My concern is that she may be too young for traditional adult ACL surgery. A New York Times article earlier this year talked about the risks. Two passages:
The standard and effective treatment for such an injury in adults is surgery. But the operation poses a greater risk for children and adolescents who have not finished growing because it involves drilling into a growth plate, an area of still-developing tissue at the end of the leg bone.
And here's the scary part for growing teens:
But the standard A.C.L. repair operation, with its drilling into the growth plate, may cause permanent damage to the still-growing bones of young children. After drilling, surgeons replace the torn ligament with a tendon taken from elsewhere in the body, like the hamstring, or from a cadaver. But if the drilling damages a child’s growth plate, the leg bone will not develop normally.
That happened recently to a 14-year-old boy who was referred to Dr. Freddie H. Fu, an orthopedic surgeon at the University of Pittsburgh. A year after the operation, Dr. Fu said, the leg with the repair was bowed 20 degrees on one side and was shorter than the other leg.
“I had to go in on the other side and stop the growth,” Dr. Fu said. “Now, about six months later, the leg is still crooked. There still is a two-inch difference in length which I have to fix.” The boy, he said, “will be a little bit shorter” as a result, although both legs will be the same length.
I'm not a doctor, but I'm encouraging Brooke to show the article to her parents.
For us adult ACL recoverees, we can nod our heads along with this passage from the article (boldface added by me):
Every orthopedist is familiar with A.C.L. tears, but in adults. It is “the most common and most dreaded injury in professional sports,” Dr. Kocher said. The well-established operation to repair it often results in a full return to function. And doctors often recommend that adults have the operation because without the ligament the knee is not stable.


=== WHAT YOU SHOULD DO ===
Please restate, word for word, the lines below that begin at the one with "Task: Click on" and end at the one with "This screenshot has width=946, height=452.". Leave out all other lines.
::::::
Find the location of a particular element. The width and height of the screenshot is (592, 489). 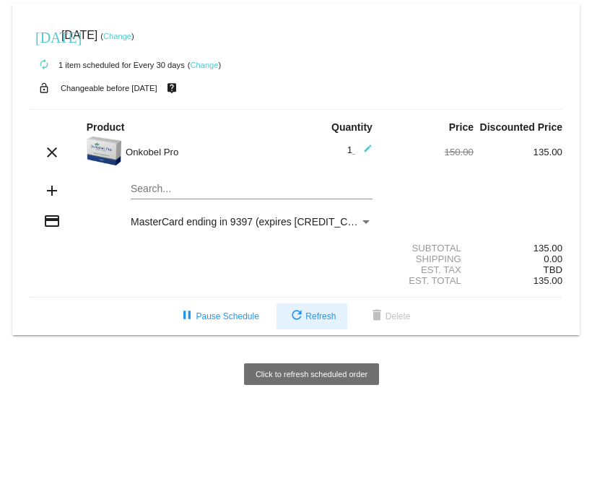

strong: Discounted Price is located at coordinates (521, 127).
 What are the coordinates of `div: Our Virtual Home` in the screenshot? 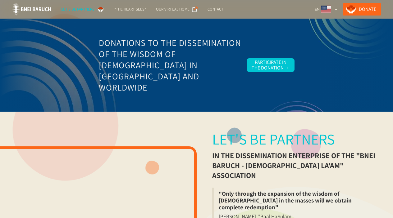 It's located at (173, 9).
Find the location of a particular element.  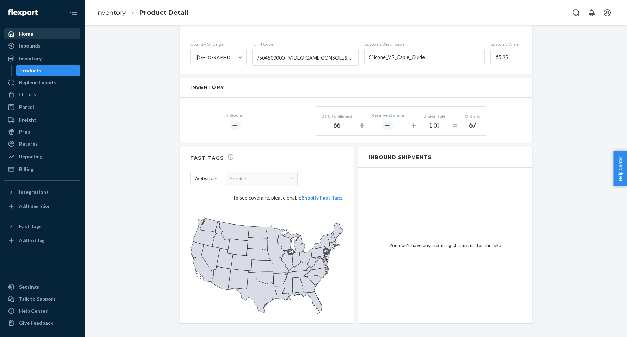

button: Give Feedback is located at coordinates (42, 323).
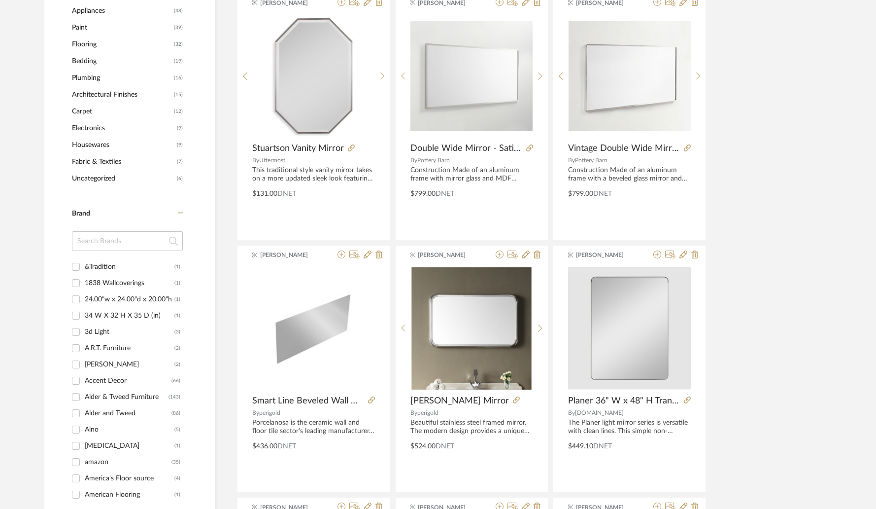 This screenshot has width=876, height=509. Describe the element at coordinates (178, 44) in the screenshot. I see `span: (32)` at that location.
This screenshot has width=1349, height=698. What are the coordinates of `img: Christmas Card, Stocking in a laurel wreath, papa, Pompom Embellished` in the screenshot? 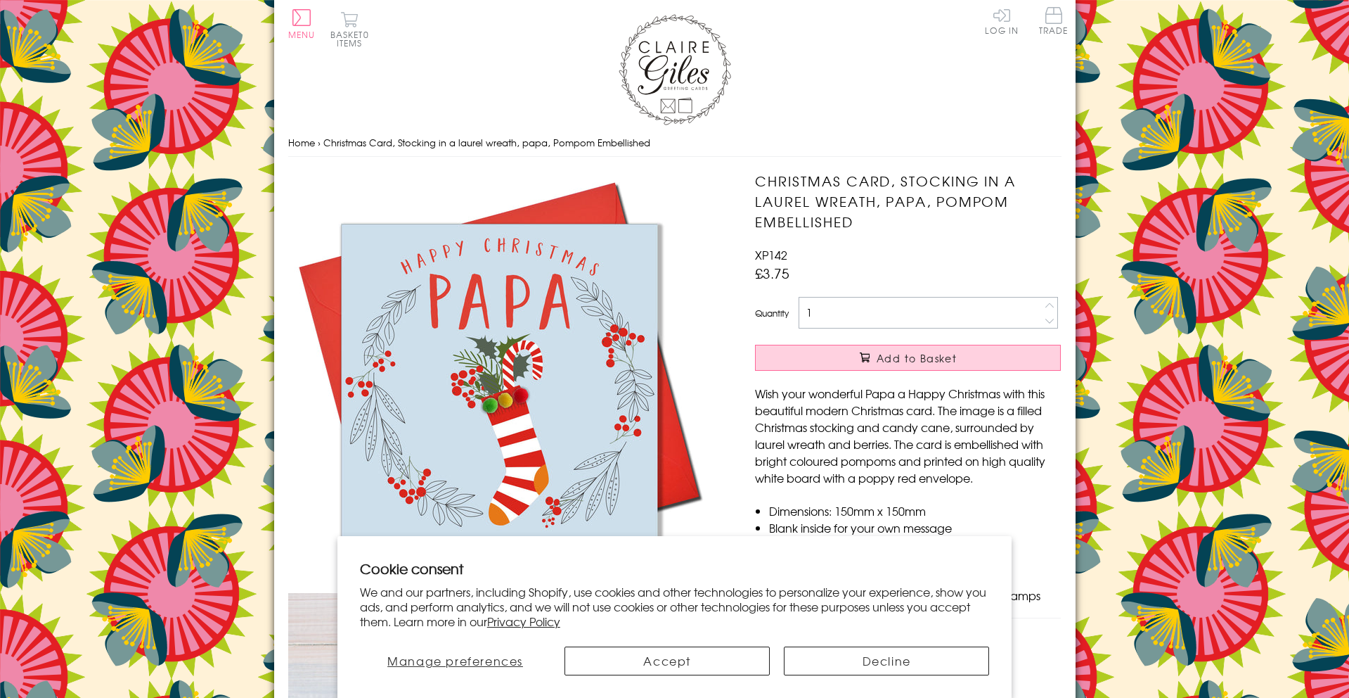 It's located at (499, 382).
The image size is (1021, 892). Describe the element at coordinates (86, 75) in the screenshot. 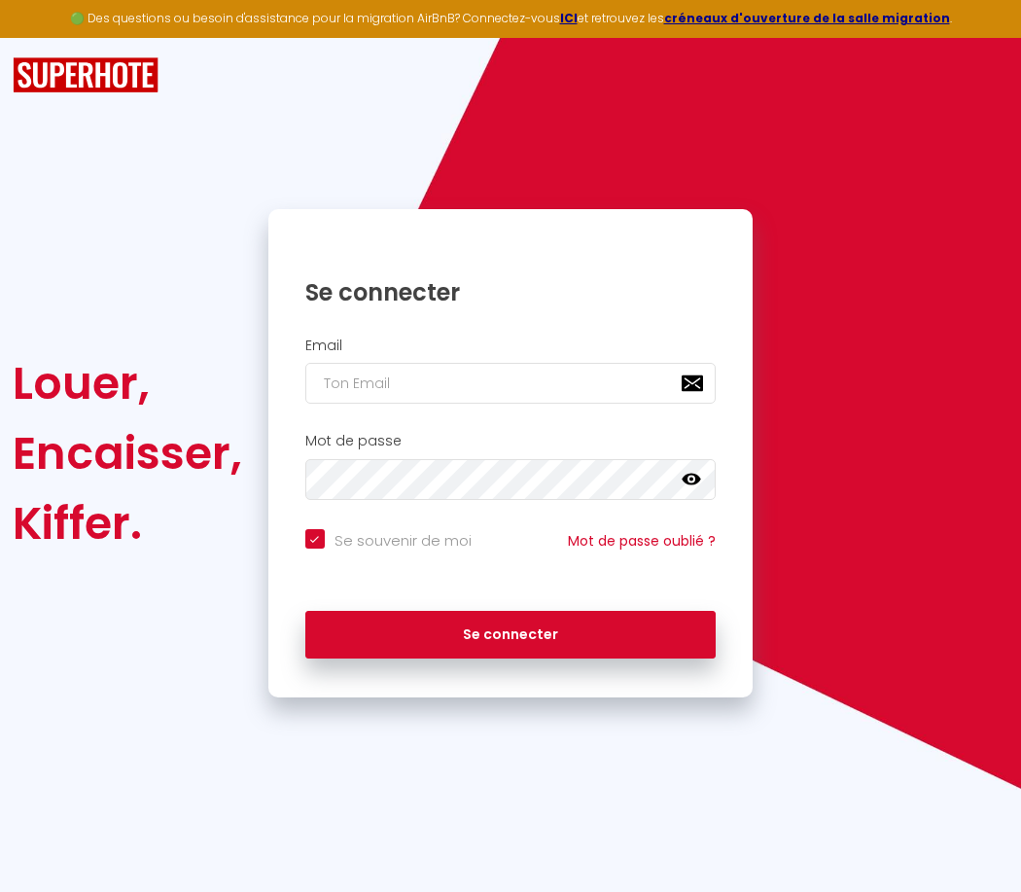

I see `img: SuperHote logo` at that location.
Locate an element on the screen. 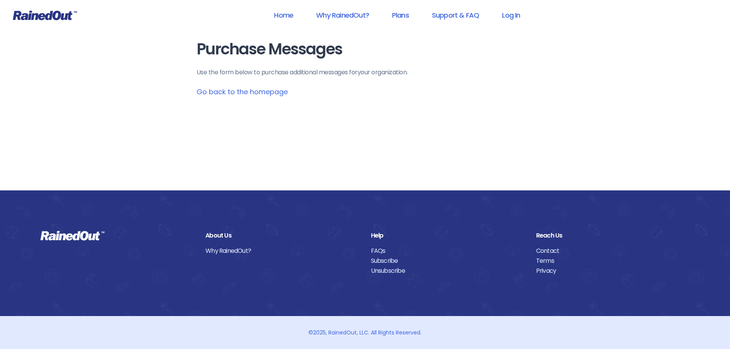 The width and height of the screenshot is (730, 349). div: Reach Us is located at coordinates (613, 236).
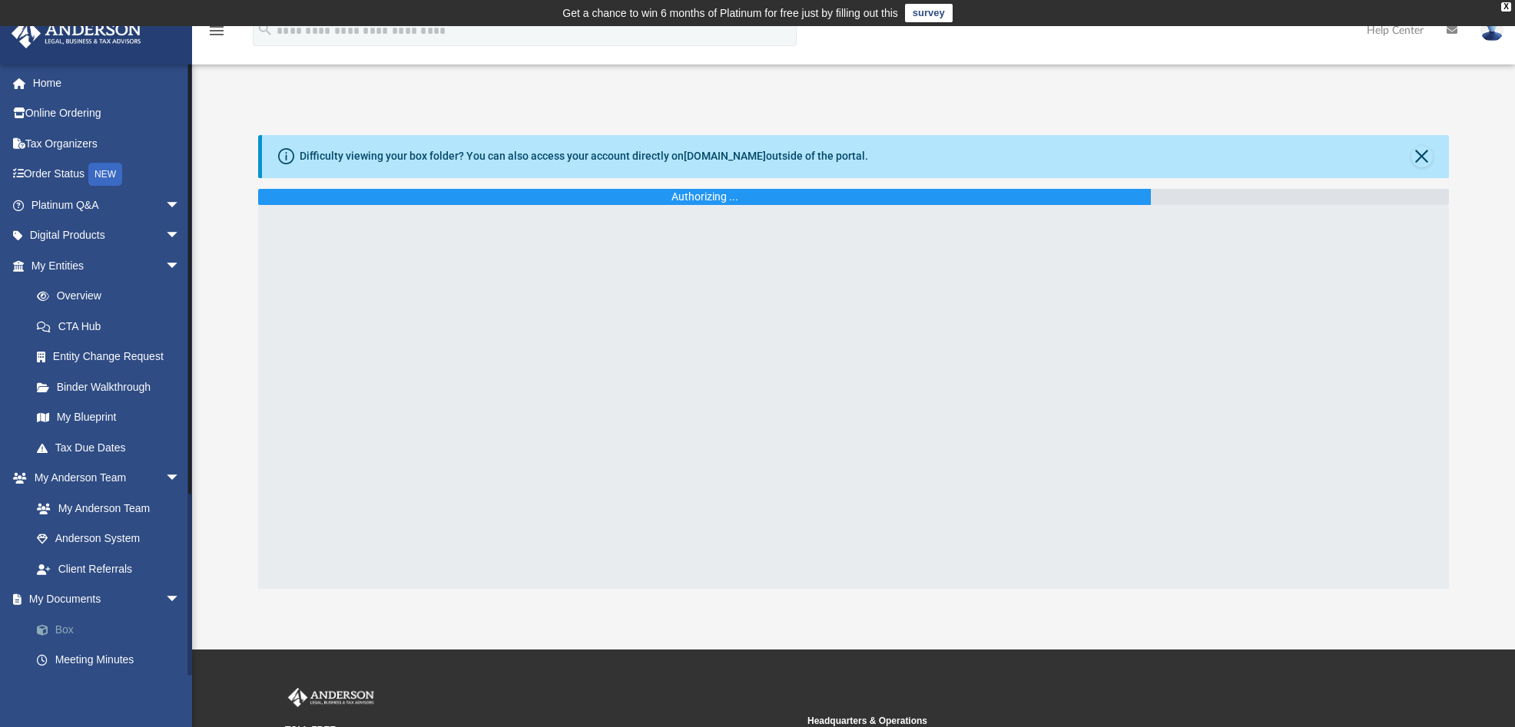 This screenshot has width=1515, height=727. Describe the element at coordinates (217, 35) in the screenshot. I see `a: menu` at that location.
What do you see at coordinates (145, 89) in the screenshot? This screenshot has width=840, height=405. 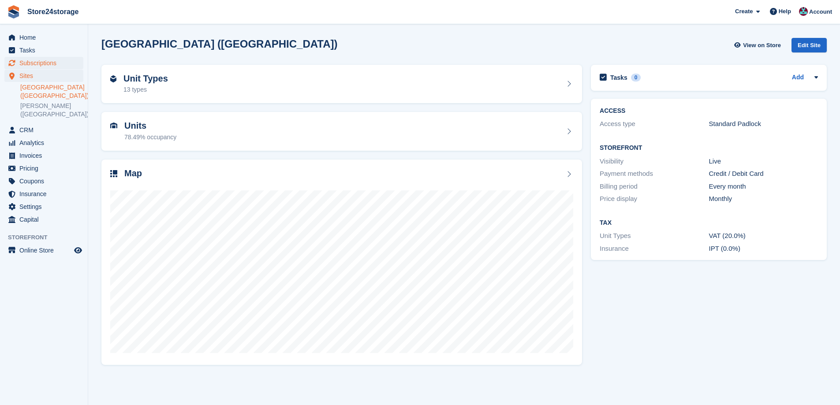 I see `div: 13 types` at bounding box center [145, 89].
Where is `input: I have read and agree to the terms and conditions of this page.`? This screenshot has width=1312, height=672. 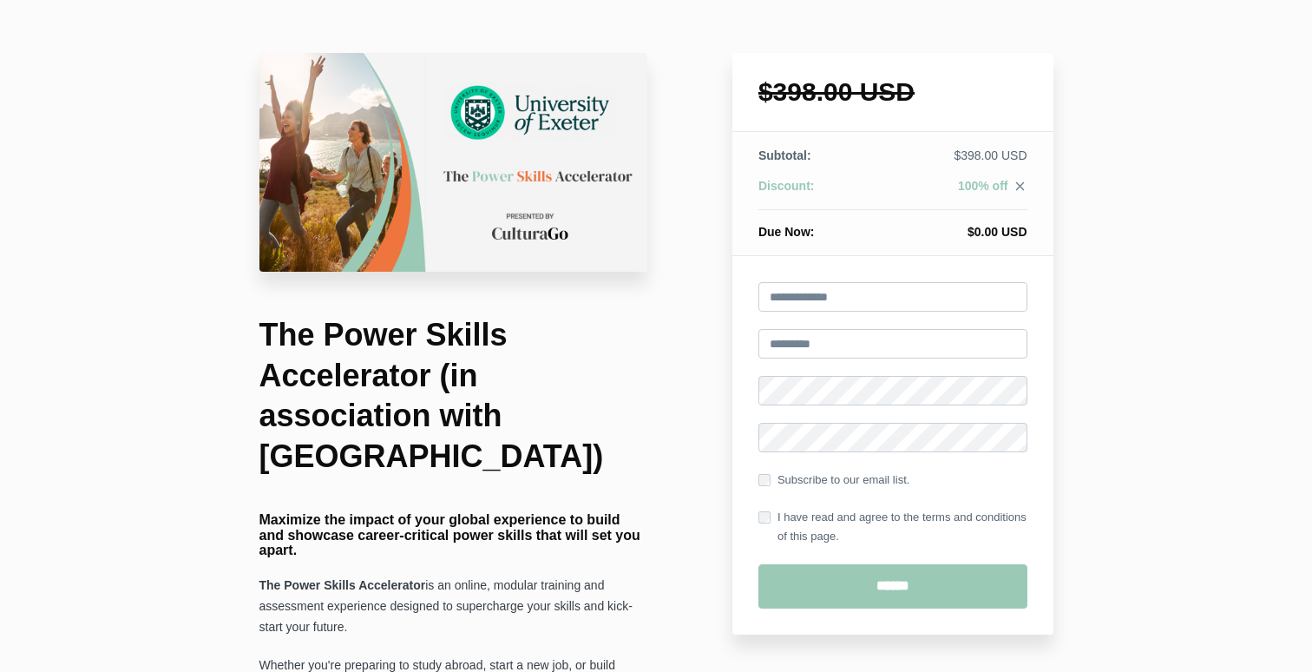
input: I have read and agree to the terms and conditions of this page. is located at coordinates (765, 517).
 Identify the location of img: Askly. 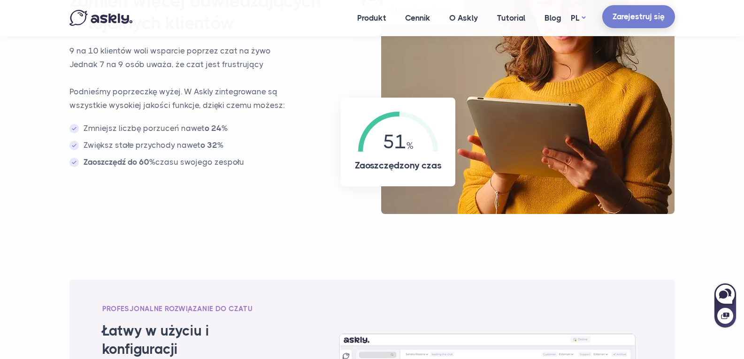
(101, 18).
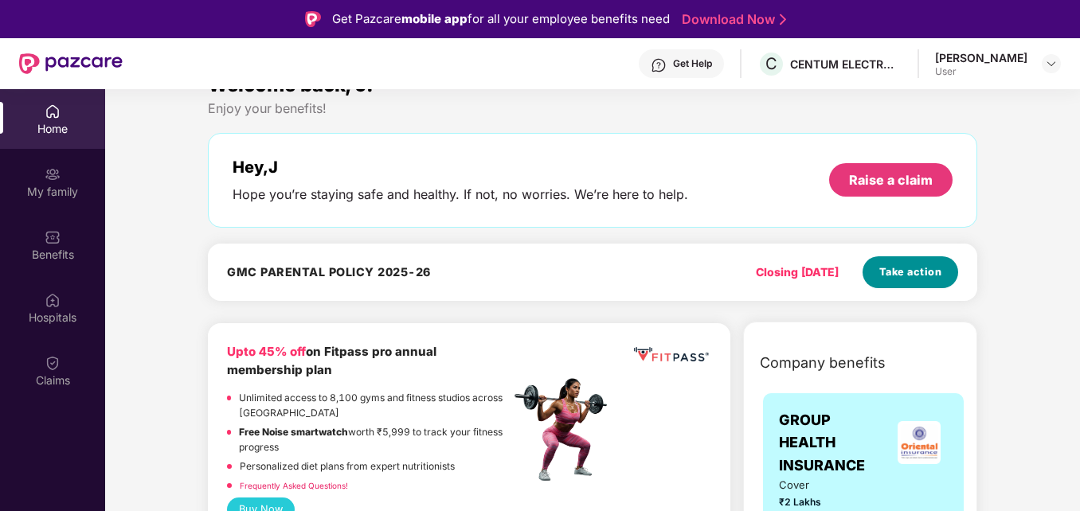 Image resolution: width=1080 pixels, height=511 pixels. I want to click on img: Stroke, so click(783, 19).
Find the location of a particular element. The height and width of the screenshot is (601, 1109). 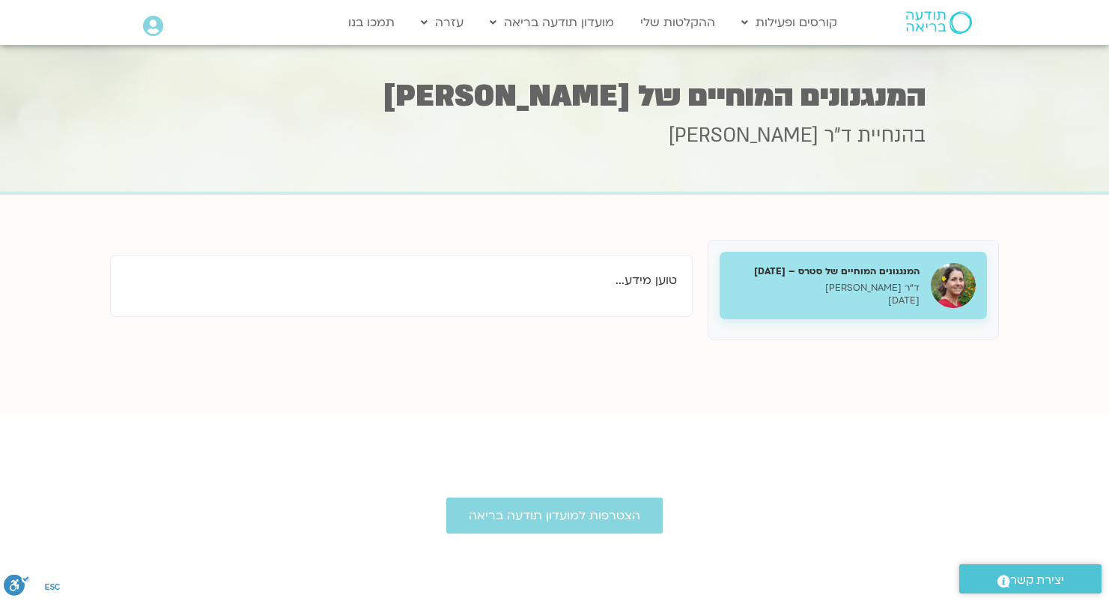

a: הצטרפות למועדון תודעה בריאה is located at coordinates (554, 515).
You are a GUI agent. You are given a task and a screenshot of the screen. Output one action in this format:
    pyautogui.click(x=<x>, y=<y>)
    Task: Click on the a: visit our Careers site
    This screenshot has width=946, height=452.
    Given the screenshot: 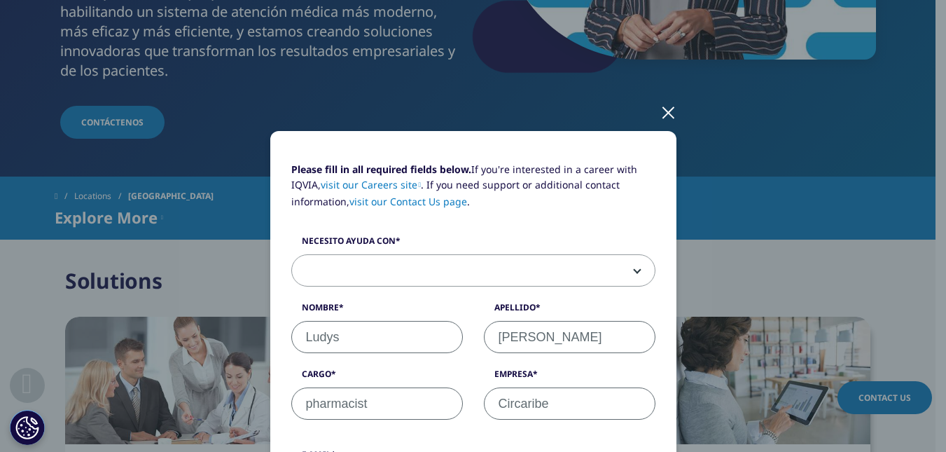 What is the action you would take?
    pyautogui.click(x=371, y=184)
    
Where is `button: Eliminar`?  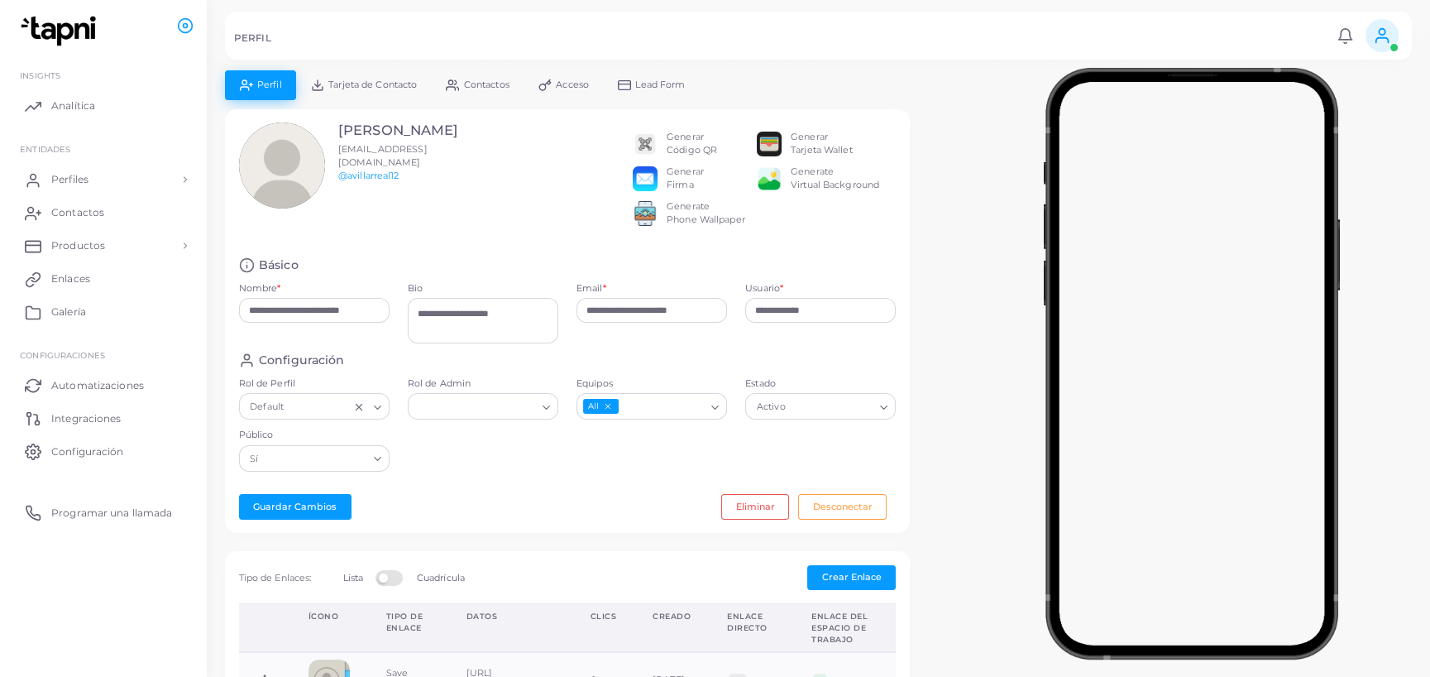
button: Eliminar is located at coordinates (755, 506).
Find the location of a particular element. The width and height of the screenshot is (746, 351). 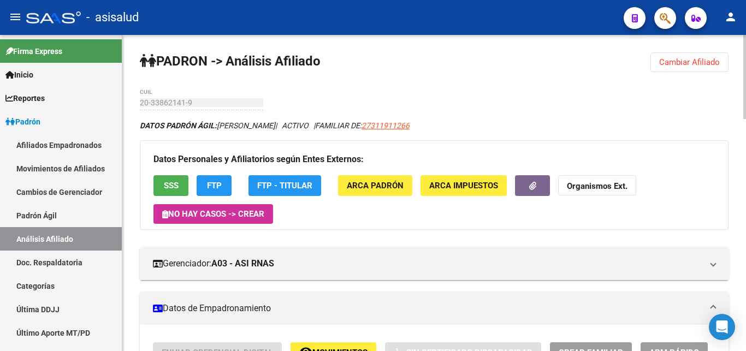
::::::
=== OUTPUT FOR THIS EXERCISE ===
    Task: Click on the a: visit our Careers site
    This screenshot has width=946, height=452.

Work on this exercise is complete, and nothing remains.